Yup, he is THE human. I don't know... I mean I know that some people interpret him as supernatural, but really, what's it matter? The most terrifying to me was the cataloging of the bone, followed by its immediate destruction. Once he has knowledge of something, he has no more use for it. THE human.

When people call him supernatural I didn't take it as like magical or otherworldly but rather extraordinaire or awesome. He's a complete sociopath, lacking in empathy, and since he's not concerned for the well-being of others it allows him to excel in everything he does. I'm not sure if that makes him 'THE human', or the opposite of it, but I'd probably say he represents the evils of humanity without its good.

Edit: I recall reading an essay on Holden about how he represents human exceptionalism, or more precisely a play on Western/American Exceptionalism. His intelligence, his strength, his charisma are all powerful at the expense of others, in the same way we exploit lands or people. The fact he's a white man (going as far as being Albino) killing (mostly) Native Americans sort of adds further cadences to that. His somewhat featureless appearance (no eyebrows/hair) could also make him a stand in as a type of personification.
 

AoM

Member
One of my favorite books is The Sound and the Fury. So this has a good deal of stream of consciousness?
 

Dr. Serizawa

Neo Member
One of my favorite books is The Sound and the Fury. So this has a good deal of stream of consciousness?

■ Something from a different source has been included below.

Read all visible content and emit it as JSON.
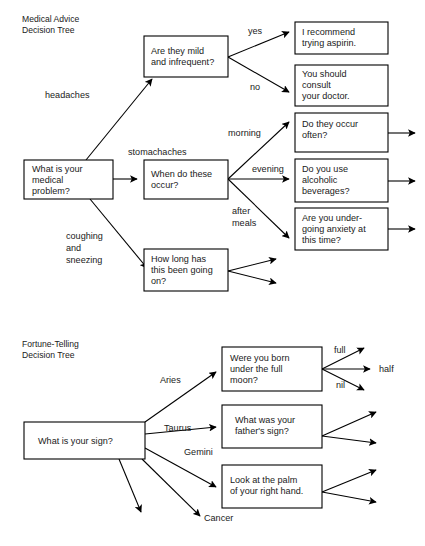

Not really, especially not in the Faulkner sense. He doesn't write in that fashion, he writes really long paragraphs but just throws out normal punctuation. It's less stream of conscious, more lack of stopping. Dialogue goes on sometimes with no clarification of who's speaking, and no quotation marks, which surprisingly never comes as a real problem due to how he writes dialect. I do recommend it, just don't think you're getting Virginia Woolf or Joyce, it's much more grounded.
 

Fat4all

Banned
How? It's so dense and bleak. I can't really imagine reading it again. It's dark apocalyptic poetry based on history. Terrifying.

I mean, that's pretty much everything by Cormac McCarthy but I love his writing style a lot, and his narratives.

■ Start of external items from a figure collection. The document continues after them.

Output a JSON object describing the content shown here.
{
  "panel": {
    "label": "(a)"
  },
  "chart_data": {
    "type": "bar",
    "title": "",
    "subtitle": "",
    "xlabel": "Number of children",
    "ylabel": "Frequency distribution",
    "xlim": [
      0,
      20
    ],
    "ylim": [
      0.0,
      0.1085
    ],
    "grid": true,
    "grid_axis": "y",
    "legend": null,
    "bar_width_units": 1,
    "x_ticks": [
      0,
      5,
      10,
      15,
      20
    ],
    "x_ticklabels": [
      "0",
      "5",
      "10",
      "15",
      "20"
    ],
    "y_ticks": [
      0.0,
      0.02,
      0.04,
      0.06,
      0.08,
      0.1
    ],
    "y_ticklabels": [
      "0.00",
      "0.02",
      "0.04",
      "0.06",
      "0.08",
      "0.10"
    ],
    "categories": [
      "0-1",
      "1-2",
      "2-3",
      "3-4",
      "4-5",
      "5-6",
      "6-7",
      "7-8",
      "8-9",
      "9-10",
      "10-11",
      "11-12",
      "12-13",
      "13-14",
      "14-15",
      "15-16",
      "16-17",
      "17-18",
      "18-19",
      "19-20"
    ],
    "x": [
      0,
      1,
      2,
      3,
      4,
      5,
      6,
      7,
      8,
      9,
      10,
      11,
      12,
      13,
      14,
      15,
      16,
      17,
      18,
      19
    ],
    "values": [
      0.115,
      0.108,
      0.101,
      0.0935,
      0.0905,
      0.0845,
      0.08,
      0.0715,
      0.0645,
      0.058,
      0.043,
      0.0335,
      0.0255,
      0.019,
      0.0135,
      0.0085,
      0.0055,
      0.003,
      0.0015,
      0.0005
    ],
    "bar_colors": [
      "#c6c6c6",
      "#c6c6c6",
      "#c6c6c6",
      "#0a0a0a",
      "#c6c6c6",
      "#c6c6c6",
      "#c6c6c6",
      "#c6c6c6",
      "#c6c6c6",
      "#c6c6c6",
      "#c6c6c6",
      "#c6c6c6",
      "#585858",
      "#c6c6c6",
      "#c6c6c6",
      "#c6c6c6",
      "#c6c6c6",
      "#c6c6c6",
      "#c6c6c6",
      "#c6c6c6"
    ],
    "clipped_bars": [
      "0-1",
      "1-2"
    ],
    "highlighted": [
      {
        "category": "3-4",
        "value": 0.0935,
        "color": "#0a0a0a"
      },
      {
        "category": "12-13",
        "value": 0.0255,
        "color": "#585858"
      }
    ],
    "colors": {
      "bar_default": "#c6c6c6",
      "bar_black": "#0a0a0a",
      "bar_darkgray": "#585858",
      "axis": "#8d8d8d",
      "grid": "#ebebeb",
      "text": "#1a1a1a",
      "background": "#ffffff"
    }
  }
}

I have a couple of his book in audiobook form, and listen to them every year or so, or whenever I take a roadtrip.
 
I would call it one of my favorite books if reading it wasn't such an effort (because of the vocabulary). It's one of those contradictory book experiences where you are having fun 'cause it's so well written, while at the same time working hard on it and getting tired quickly.

Other than that 'problem', it's pretty impressive. I was thinking of rereading it. Maybe after rewatching No Country for Old Men, which would put me in the proper mood.